Skip it if timing stress will ruin your day, since delays can affect whether you can join. And if you have celiac-level concerns or mobility needs, the restrictions listed for this experience are the kinds you should plan around before you fall in love with the idea.
If you’re flexible, curious, and willing to roll up your sleeves, this is one of those classes that doesn’t just feed you. It teaches you.
FAQ
How long is the Florence handmade pasta and dessert class?
The class lasts 3 hours.
What’s included with the ticket price?
It includes staff assistance at the meeting point, a small-group experience, a multilingual local chef, hands-on cooking, fresh ingredients, use of apron and cooking tools, recipe booklet, unlimited wine and water, and lunch or dinner depending on the selected day.

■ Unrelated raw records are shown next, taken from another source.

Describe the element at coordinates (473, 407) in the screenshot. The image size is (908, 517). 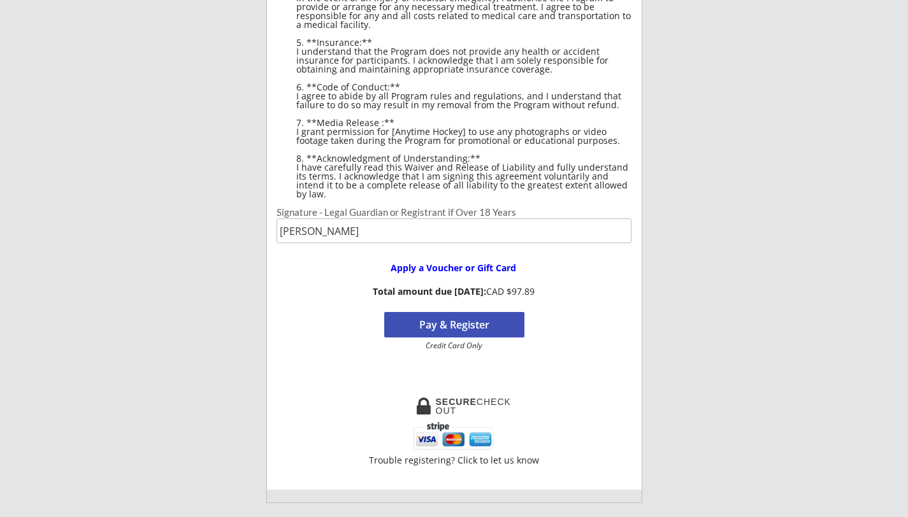
I see `div: CHECKOUT` at that location.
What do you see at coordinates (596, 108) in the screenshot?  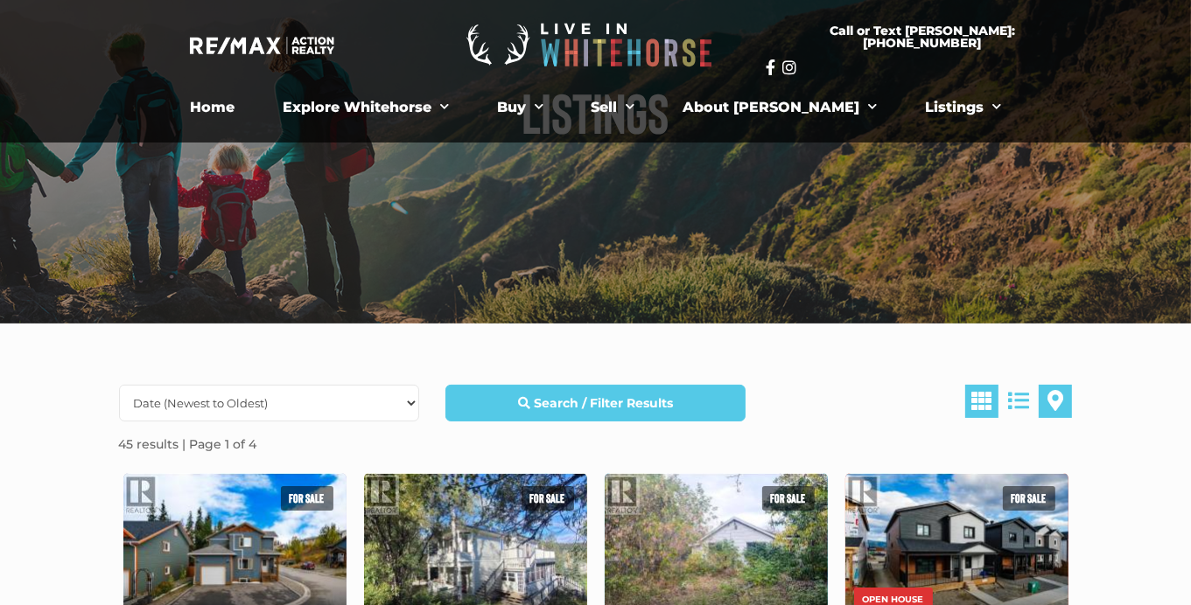 I see `nav: Menu` at bounding box center [596, 108].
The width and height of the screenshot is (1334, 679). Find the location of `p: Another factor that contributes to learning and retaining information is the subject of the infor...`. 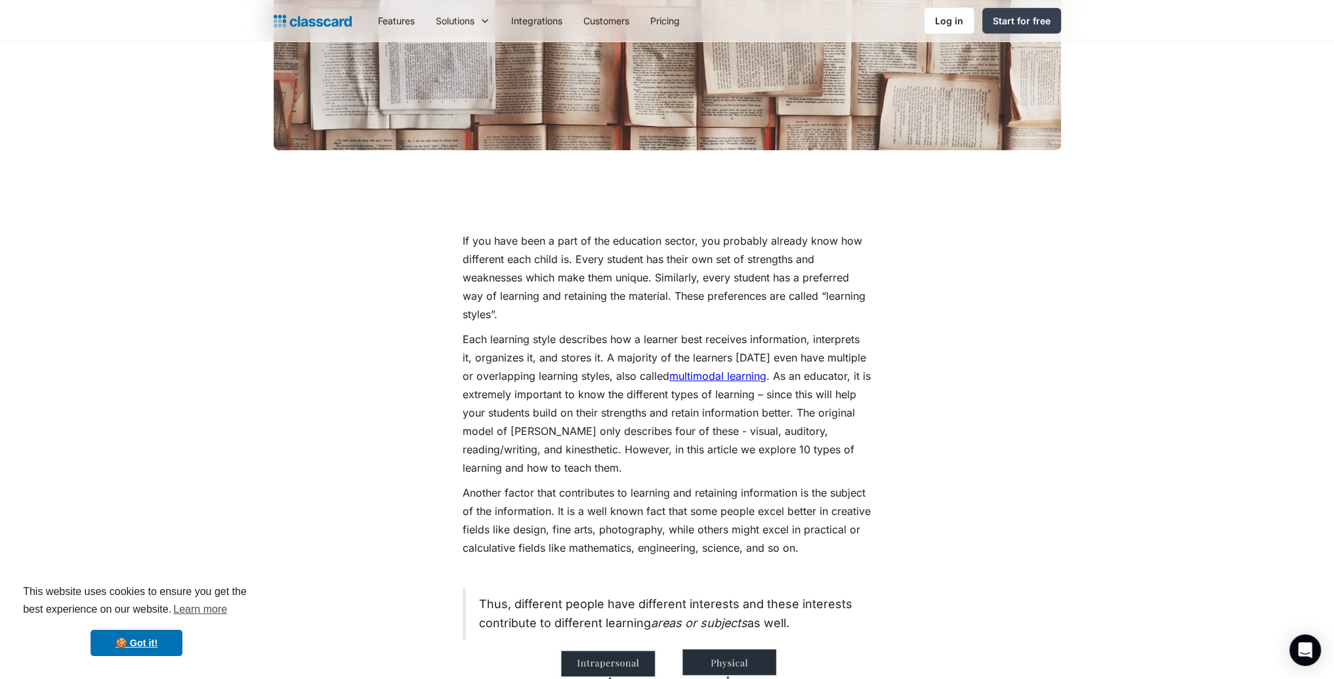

Is wine included, and how much?
Yes. You get unlimited wine and water as part of the included experience.
Do I get to eat the pasta and dessert I make?
Yes. The class is followed by lunch or dinner featuring the dishes you prepared, plus a typical Italian dessert.
What languages are available for the instructor?
The instructor can teach in English, German, Italian, or Spanish. From November 1 to March 31, the cooking class is available only in English.
Does the class include lunch or dinner?
It depends on the selected day: from Monday to Friday the course includes dinner, and on Tuesday, Thursday, and Saturday it includes lunch.
Is the class suitable for everyone?
It’s not suitable for children under 8 years or wheelchair users. Pets are not allowed, and severe and contact celiacs may not attend due to probable contamination.